Trigger Depth and Service Activation Clauses

Your contract must specify the snow depth trigger that activates your service obligation. Most commercial contracts use a one-inch or two-inch accumulation threshold. Be explicit about whether the trigger is measured at a weather station, at the property, or at your shop. Include language about ice-only events that require treatment without plowable snow. Also define your response time window from trigger to arrival, and specify that delays caused by simultaneous multi-site storms are expected and within allowable service windows. Without this language, a client can claim you were late even during a regional blizzard.

Liability and Slip-and-Fall Protections

Snow and ice liability is one of the biggest legal risks in this industry. Your contract should require that the client maintains property lighting, marks all curbs and obstacles before the season, and takes responsibility for conditions that develop after your service departure. Require the client to carry their own premises liability coverage and list your company as an additional insured on their policy. Include a limitation of liability clause that caps your exposure at the value of the contract. Document every service visit with timestamped photos uploaded to your software immediately after each push.

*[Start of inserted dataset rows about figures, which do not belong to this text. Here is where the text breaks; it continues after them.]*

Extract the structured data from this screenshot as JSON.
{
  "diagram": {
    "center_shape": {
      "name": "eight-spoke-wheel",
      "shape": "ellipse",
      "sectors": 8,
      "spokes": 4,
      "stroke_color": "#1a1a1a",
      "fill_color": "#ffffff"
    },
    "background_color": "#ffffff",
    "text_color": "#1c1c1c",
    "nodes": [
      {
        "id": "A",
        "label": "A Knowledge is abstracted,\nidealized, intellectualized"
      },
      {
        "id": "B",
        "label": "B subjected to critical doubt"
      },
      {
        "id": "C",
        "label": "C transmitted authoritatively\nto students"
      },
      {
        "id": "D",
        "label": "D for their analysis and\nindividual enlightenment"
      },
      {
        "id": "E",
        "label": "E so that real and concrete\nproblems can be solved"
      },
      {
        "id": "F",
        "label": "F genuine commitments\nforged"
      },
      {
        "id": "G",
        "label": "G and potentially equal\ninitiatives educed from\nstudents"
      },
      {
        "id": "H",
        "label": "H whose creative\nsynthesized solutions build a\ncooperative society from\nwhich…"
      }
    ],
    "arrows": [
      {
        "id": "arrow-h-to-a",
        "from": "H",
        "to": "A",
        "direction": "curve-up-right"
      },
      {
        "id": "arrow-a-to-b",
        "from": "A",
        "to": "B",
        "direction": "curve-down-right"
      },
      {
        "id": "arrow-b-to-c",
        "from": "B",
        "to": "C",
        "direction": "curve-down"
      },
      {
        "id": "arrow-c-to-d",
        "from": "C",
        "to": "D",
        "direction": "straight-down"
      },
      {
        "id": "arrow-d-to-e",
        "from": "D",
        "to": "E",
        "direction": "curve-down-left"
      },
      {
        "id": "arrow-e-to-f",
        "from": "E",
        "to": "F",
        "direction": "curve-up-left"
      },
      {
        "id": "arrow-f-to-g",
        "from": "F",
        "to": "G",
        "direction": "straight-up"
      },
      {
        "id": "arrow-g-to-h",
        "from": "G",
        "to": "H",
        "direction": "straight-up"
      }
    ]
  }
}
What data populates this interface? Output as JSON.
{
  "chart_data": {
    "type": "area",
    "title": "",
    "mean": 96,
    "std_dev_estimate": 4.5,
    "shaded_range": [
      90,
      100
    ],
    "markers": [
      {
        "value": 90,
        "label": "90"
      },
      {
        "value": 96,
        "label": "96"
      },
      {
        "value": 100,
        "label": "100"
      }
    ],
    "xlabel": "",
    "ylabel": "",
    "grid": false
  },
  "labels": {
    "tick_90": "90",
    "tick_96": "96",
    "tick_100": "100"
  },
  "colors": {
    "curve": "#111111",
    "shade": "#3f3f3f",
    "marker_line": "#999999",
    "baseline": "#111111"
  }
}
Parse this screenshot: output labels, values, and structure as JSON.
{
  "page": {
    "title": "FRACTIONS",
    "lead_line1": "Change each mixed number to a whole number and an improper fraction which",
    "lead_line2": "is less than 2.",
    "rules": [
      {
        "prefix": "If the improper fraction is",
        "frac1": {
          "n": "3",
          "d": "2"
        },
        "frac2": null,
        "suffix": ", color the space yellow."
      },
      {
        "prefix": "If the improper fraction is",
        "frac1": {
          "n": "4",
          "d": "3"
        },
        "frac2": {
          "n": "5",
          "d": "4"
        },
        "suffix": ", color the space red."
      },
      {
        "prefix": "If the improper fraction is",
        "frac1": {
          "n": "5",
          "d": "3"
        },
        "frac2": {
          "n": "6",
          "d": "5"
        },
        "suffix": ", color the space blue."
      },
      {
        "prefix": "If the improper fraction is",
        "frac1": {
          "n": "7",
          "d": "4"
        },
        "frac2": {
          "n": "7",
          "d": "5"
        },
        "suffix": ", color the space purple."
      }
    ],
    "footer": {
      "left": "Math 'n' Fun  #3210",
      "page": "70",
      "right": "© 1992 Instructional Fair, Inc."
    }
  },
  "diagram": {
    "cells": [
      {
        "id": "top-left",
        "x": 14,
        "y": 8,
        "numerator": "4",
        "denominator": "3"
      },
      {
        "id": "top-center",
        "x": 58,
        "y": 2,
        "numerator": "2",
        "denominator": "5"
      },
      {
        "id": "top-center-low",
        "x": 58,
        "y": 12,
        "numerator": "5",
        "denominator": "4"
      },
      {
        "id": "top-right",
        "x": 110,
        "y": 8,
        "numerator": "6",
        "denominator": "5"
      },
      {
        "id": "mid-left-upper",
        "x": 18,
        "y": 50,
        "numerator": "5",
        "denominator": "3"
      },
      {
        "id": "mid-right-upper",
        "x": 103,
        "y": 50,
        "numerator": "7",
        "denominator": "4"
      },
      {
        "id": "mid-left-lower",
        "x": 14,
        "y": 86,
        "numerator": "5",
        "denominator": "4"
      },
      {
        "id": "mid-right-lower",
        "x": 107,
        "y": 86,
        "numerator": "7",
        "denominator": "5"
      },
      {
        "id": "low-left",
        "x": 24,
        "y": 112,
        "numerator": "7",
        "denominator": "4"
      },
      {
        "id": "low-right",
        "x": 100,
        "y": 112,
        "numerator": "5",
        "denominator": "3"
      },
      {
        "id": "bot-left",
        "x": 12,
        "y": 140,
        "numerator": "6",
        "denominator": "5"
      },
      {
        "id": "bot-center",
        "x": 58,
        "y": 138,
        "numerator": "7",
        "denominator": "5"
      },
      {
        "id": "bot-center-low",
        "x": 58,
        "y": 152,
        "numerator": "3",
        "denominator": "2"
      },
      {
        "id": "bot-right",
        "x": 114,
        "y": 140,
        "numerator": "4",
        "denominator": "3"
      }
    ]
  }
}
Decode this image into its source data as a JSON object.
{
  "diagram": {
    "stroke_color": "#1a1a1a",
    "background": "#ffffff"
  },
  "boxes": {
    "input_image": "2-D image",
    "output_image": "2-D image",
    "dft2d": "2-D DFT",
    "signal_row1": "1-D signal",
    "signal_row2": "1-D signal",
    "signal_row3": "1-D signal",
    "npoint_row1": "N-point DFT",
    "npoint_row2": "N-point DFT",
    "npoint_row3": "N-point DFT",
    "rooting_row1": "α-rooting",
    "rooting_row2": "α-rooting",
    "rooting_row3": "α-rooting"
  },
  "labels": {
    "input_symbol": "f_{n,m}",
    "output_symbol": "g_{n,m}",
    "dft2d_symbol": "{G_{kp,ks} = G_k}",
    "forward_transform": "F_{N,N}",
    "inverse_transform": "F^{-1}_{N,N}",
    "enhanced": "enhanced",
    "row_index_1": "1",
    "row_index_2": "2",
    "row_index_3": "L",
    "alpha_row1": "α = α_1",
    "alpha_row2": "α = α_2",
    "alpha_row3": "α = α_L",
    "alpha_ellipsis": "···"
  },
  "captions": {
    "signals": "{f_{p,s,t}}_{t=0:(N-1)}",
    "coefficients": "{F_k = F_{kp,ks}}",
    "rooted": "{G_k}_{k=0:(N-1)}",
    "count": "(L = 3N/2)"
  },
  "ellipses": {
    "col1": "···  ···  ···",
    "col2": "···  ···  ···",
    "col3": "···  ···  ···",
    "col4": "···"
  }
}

Payment Terms and Late Payment Penalties

Seasonal contracts should be invoiced in installments, typically one-third at signing, one-third at the season start, and one-third at the midpoint. Per-push contracts should be invoiced weekly during active periods, not monthly. Include a net-15 payment term with a 1.5 percent monthly late fee that begins on day 16. Add a service suspension clause that allows you to pause service after 30 days of non-payment without breach of contract on your part. These terms need to be in plain language and initialed by the client separately so they cannot claim they missed the payment section.